In 1976, "Car & Track Productions" began producing racing features for major sports shows, including "ABC's Wide World of Sports" and "CBS Sports Spectacular". Lindemann also initiated another new trend by producing ten-minute motor sports-related theatrical shorts. It is believed that he continued these until his next creative venture in 1979 when he produced a new series featuring author George Plimpton of "Paper Lion" fame in 1979. Entitled "The Ultimate High", the program followed George as he participated in various sporting endeavors. Some of these included skydiving, hang gliding, kayaking and windsurfing. Plimton was also filmed driving a Carl Haas Can-Am car and sharing an IndyCar ride with a rookie driver named Bobby Rahal.

The Grand Rapids Press makes reference to the passing of Gordon "Bud" Lindemann from cancer in 1983.

In 1991, Gordon "Bud" Lindemann was inducted into the Michigan Motorsports Hall of Fame.

Car and Track and List of Races information:

http://en.wikipedia.org/wiki/Car_and_Track

Dave Fulton
@dave-fulton
12 years ago
9,137 posts

I knew Bud's son, Dave Lindemann pretty well at one time. Bud produced a lot of industrial training films for various manufacturing companies (he was headquartered in Michigan).

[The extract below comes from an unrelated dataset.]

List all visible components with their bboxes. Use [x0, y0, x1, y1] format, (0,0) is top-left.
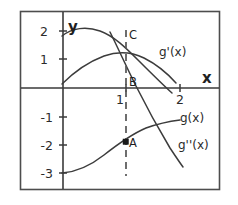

Bud would often contract with a particular track such as Darlington and Daytona to produce a 30 minute film, in later years syndicated to local television stations. In turn, Bud sold sponsor slots in these productions to companies involved in stock car racing. You'd see a lot of Goodyear shots, for instance, if Goodyear had purchased a sponsor slot. Several times during the Dale Earnhardt/Wrangler years I purchased slots in the Daytona 500 films for Wrangler Jeans.

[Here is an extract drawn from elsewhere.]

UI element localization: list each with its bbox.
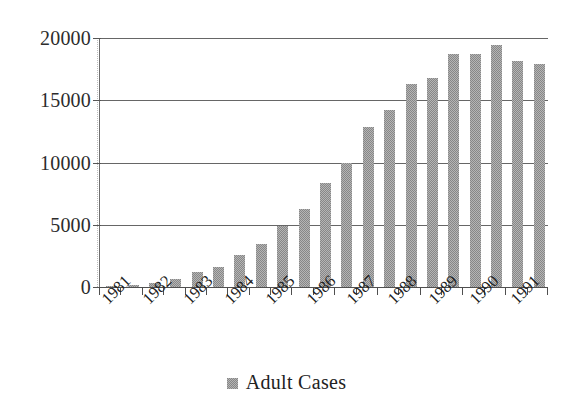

In 1997, Dave Lindemann contracted with NASCAR to produce a NASCAR 50th Anniversary film for Car & Track. As part of his reference materials, I loaned Dave all of my 8 mm and Super 8 mm film I and my late friend Jerry Jackson had shot of NASCAR Modified, Late Model Sportsman, and Grand National/Cup races on the dirt at Richmond, as well as 1960s & 1970s Richmond, Martinsville and Darlington asphalt races.

In late 1997, I received a call from Dave to tell me that his Michigan facility had burned and that all my personal film, along with other archival racing film had been lost. Dave said he was shuttering the business and moving to Florida. never heard from Dave again and don't know what became of him after the fire.




--
"Any Day is Good for Stock Car Racing"
Robert Staley
@robert-staley
12 years ago
86 posts

You had to be sick upon hearing that news. I often wonderwhere there is old racingfootage hid somewhere that we don't know about.